He said nothing and didn't move and then she said, "Show it to me or you're on your own."
Cass studied her. Neither of them spoke. After a moment he laid the machinegun down at his feet. He took off his coat and undressed and when he was stripped to the waist he stood there and looked at her and she stared at the chain and then she came over to Cass and raised her hand.
"Don't touch it. It'll burn you."
"I don't care," she said. She put up her hand and stroked the silver links and even that light touch seared her fingers. Cass could smell them burning as he could smell all of her.
"Is it heavy?" she asked. "Does it burn you too?"
"Yes," he said.
She smiled. "If you were still a true angel, it wouldn't. It would be as light and cool as water." Then she said, "I was there. I saw Michael strike him." She ran her hand up her own right side from hip to neck. "Sheared him open and chained him and locked him up. You should have heard him howl. I escaped into the world after that and man has never been rid of me. It was the least I could do, for all the help God gave me."
"That isn't what the angels say when they talk about Sin."
"Well," she said. "History is written by the winners, isn't it?" She smiled bitterly and said, "I was heaven-born. Lucifer made me in his own image, long before he fell. No angel had ever done anything like it. I was...wondrous. So much that he wanted me for himself and he hounded me and lied to me and spread me open and had me."
"You never asked for God's help."
"I had to ask for what should have been offered?" she said. "No. I wouldn't. Not then and not ever. When Lucifer fell he took me with him to this place. I was already huge with his first litter. His seven disgusting sons. They've done their father proud all these years, haven't they?"

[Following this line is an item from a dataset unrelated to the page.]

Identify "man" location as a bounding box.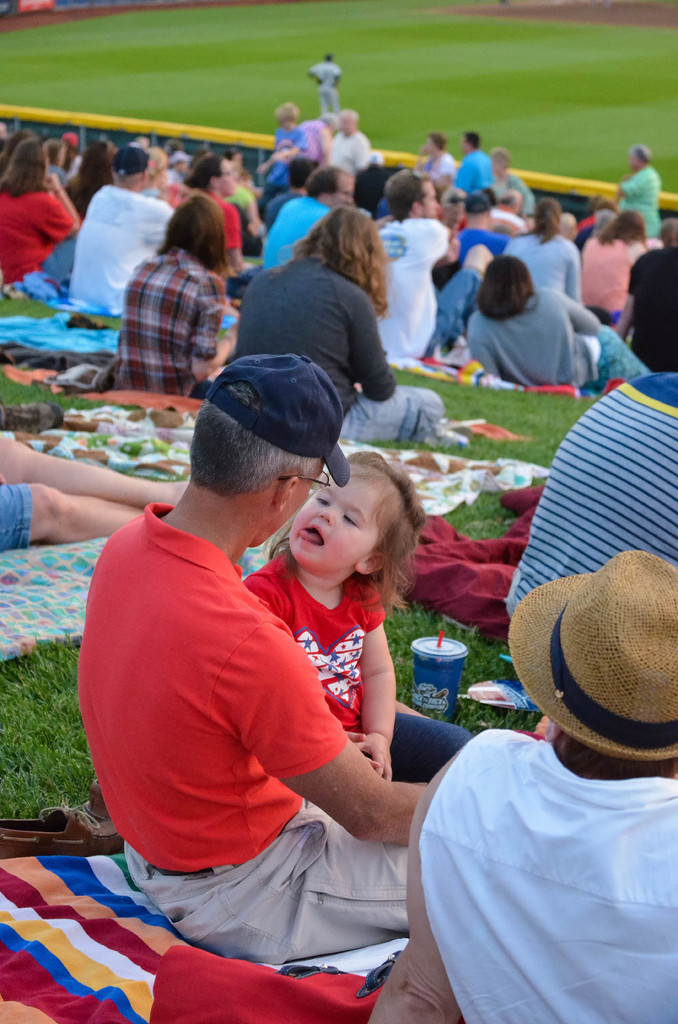
(493, 187, 528, 237).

Cass didn't answer. He knew this story, but had never heard it from its origin and first witness. He didn't think any angel ever had.
"Hundreds followed after those seven. Not all of them my father's, of course. I was always open for business." Her mouth twisted up in a smile. "The last four were the worst of all. You know them too. All angels do, and men. They run riot now over the whole earth and consume it at their father's will. Their father and mine."
She stepped back and turned away from Cass and crossed the room to the black dresser and she stood there with her back to him and poured herself a drink and Cass watched her and there was something so familiar in the scene. For a moment he didn't know what it was and then he did.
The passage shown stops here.